▶ Task directions: From the records below, set down exactly the lines starting with the line that contains "The width and height of the screenshot is (747, 560)." and going on through the line that contains "This screenshot has height=473, width=868.". Nothing else is wanted.

▶ Excerpted data:
════

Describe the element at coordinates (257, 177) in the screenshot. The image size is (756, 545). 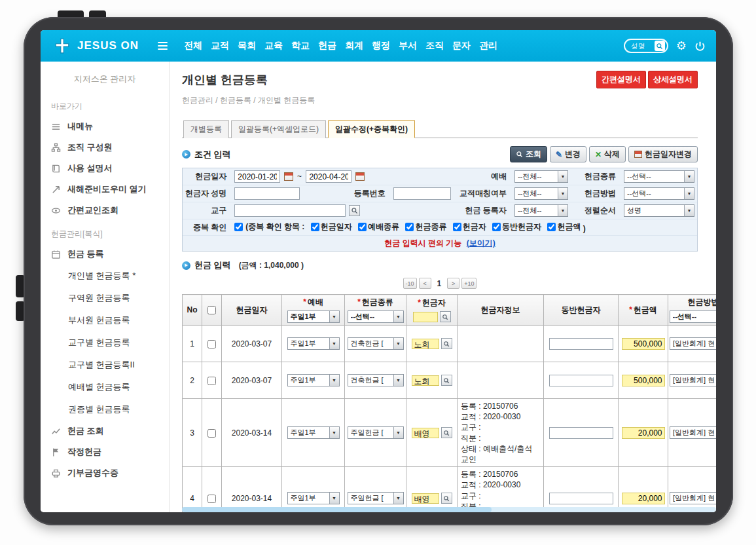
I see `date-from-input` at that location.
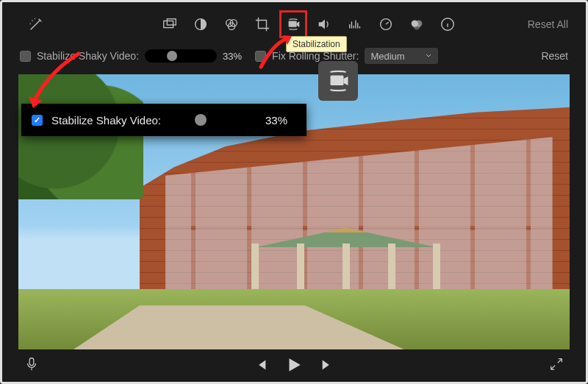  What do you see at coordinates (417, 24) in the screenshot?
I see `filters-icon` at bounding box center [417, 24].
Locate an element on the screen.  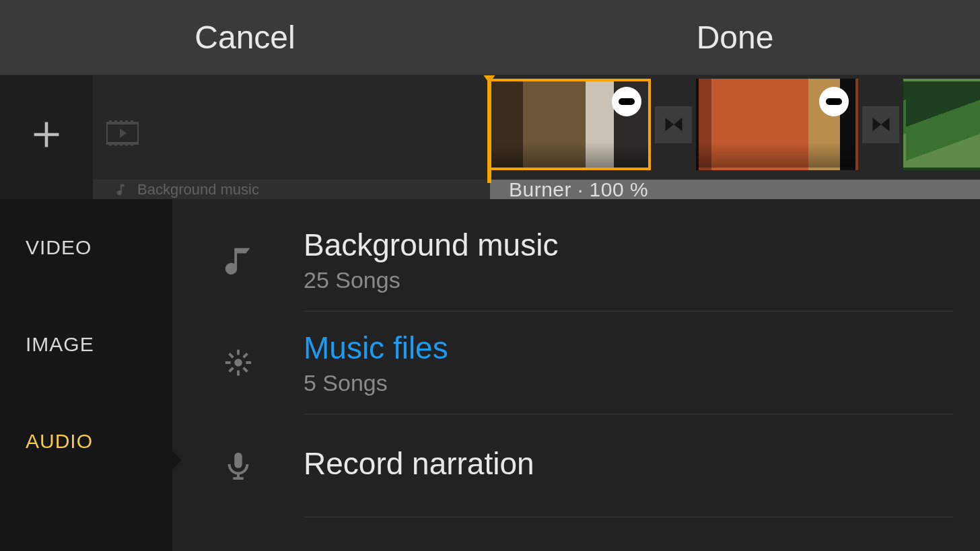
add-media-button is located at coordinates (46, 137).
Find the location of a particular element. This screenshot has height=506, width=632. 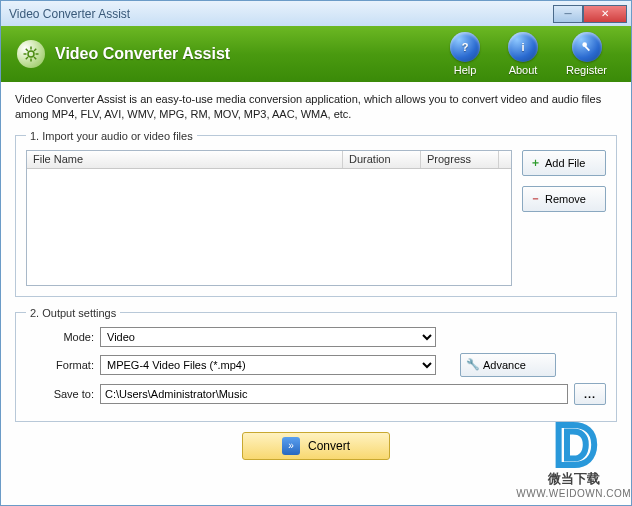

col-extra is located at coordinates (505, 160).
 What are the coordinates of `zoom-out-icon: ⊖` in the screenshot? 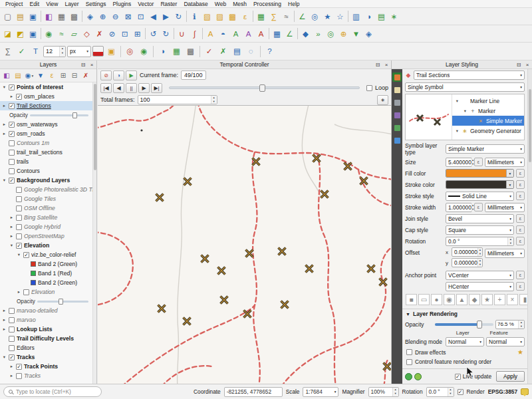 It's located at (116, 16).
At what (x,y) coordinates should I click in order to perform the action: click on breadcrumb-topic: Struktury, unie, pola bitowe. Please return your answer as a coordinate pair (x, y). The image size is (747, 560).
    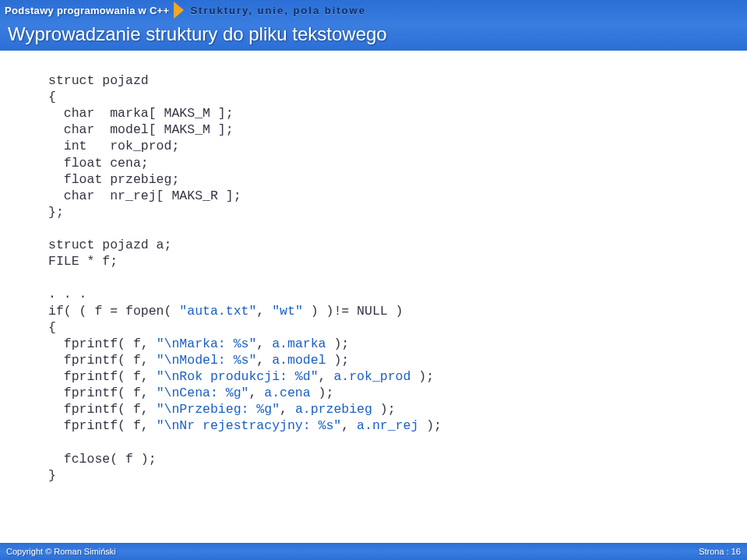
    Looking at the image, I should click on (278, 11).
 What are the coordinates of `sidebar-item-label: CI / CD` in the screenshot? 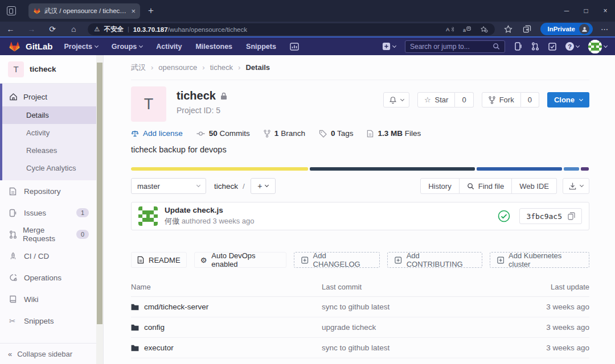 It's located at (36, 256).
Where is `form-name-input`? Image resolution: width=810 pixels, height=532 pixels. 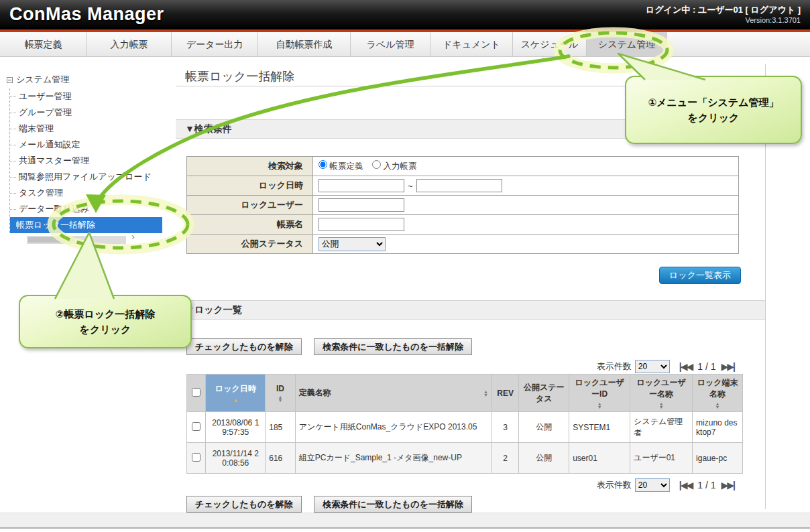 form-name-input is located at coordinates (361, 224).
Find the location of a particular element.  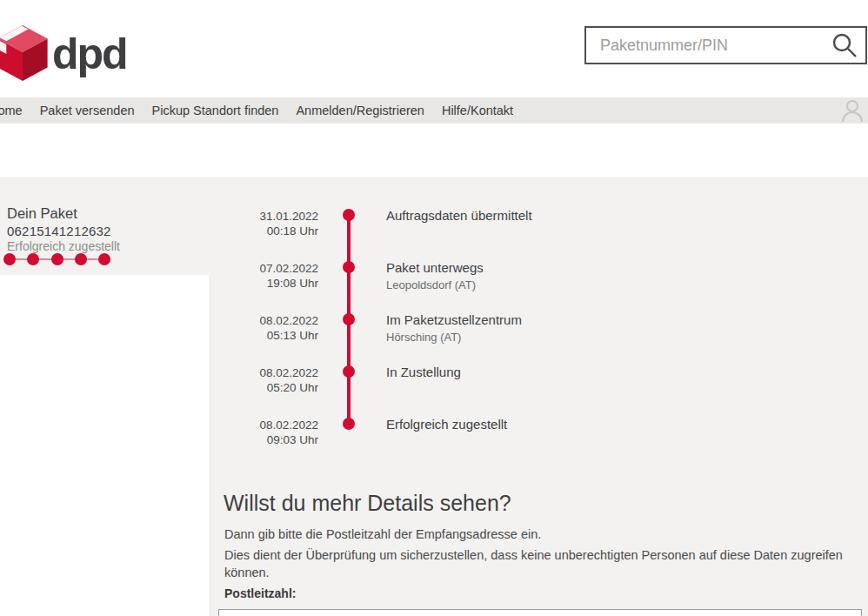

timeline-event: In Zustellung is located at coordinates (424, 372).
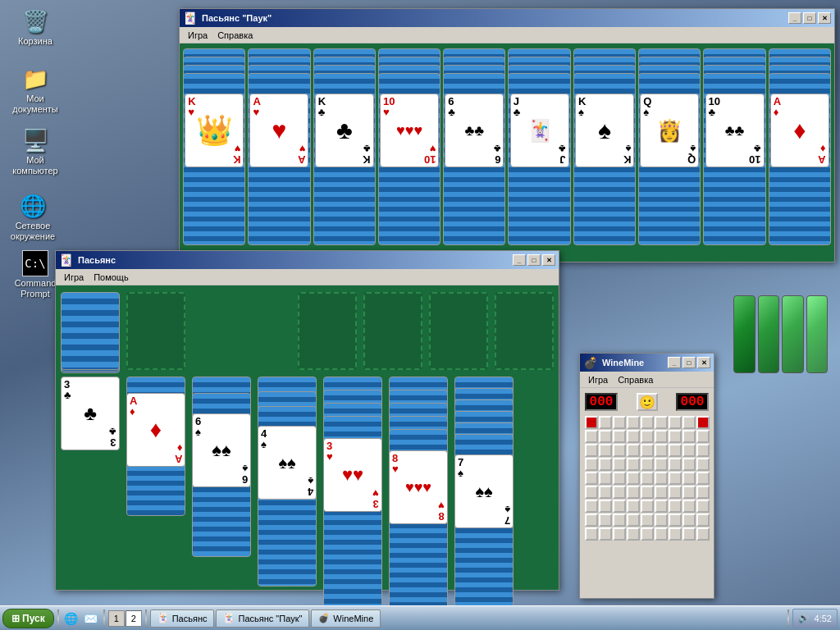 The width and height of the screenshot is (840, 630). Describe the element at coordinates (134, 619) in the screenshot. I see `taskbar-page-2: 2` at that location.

════

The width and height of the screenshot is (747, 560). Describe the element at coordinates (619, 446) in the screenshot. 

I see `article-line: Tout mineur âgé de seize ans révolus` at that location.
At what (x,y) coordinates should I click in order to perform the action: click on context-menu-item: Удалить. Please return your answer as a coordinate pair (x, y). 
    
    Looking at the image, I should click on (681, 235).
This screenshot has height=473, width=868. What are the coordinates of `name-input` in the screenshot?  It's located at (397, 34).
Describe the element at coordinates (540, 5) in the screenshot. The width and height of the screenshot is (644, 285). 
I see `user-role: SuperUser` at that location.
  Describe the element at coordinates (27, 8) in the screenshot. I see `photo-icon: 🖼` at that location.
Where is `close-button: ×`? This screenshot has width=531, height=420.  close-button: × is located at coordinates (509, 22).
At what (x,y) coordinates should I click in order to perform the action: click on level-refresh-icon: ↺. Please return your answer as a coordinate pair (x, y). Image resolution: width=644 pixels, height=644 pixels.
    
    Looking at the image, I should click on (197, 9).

════

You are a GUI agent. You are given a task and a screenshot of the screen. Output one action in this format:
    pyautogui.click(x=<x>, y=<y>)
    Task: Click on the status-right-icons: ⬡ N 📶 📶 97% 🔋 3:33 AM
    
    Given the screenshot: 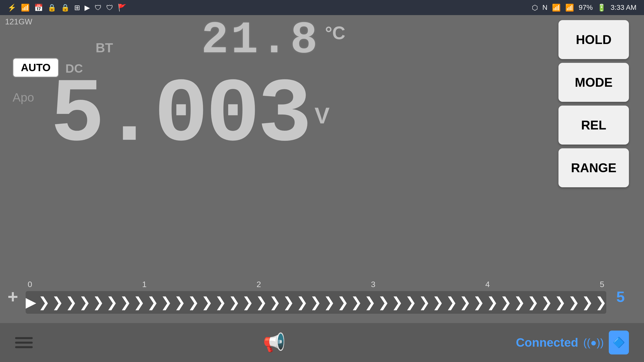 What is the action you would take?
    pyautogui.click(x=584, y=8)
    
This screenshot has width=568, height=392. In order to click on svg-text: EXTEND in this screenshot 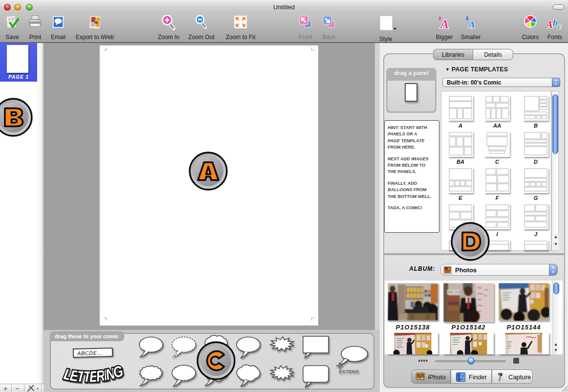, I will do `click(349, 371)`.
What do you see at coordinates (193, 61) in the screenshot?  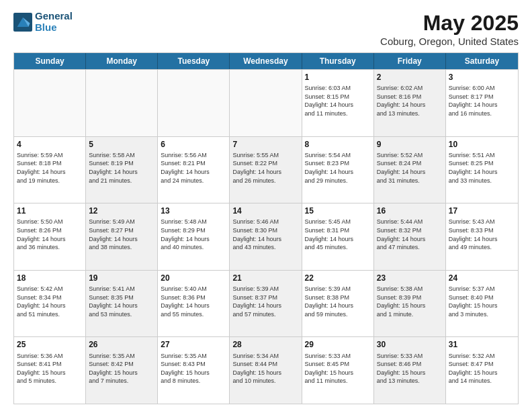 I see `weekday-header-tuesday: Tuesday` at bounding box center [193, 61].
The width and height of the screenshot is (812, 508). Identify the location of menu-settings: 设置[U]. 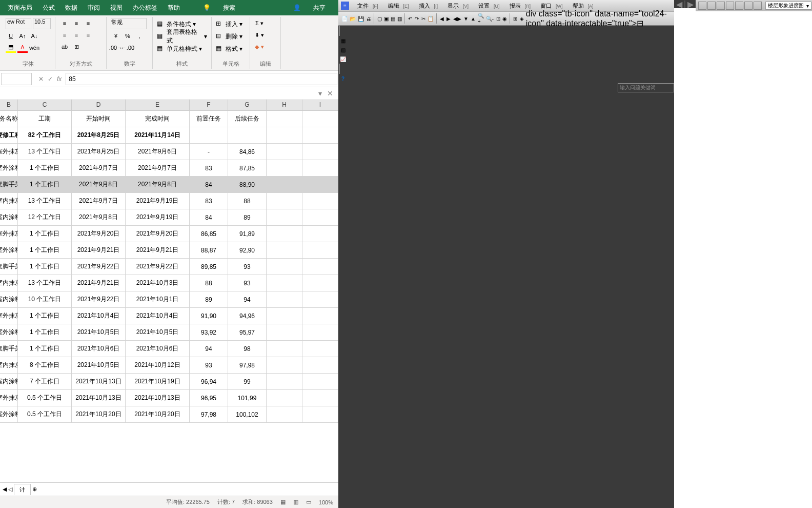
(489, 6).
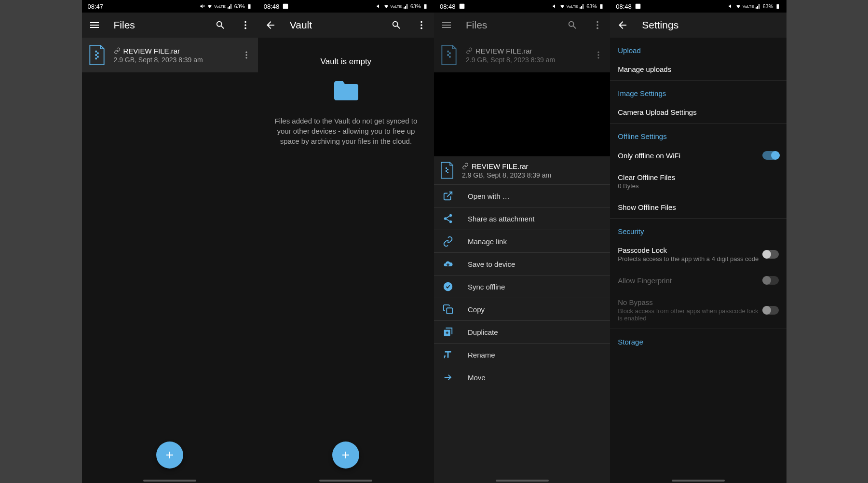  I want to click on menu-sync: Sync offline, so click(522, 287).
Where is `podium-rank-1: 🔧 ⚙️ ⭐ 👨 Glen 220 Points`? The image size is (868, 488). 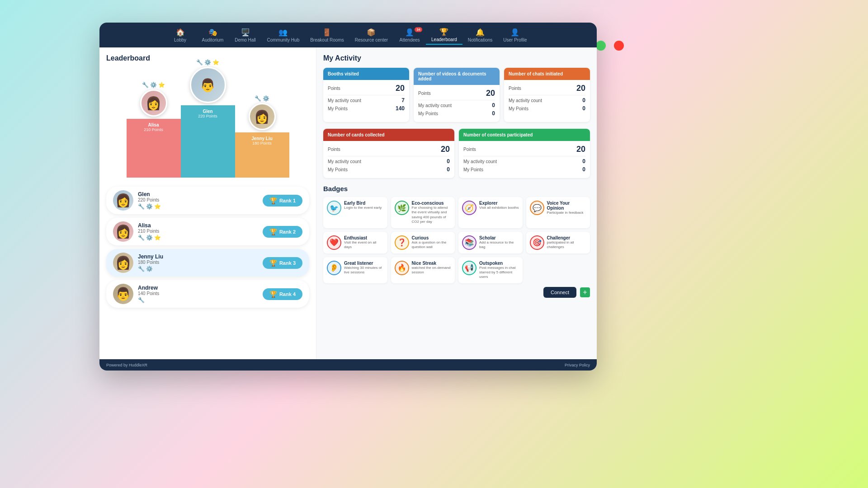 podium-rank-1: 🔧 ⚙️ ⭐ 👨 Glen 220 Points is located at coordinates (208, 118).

════

▶ Your response:
The width and height of the screenshot is (747, 560). Describe the element at coordinates (619, 446) in the screenshot. 

I see `article-line: Tout mineur âgé de seize ans révolus` at that location.
At what (x,y) coordinates should I click in order to perform the action: click on context-menu-item: Удалить. Please return your answer as a coordinate pair (x, y). 
    
    Looking at the image, I should click on (681, 235).
This screenshot has height=473, width=868. What are the coordinates of `name-input` in the screenshot?  It's located at (397, 34).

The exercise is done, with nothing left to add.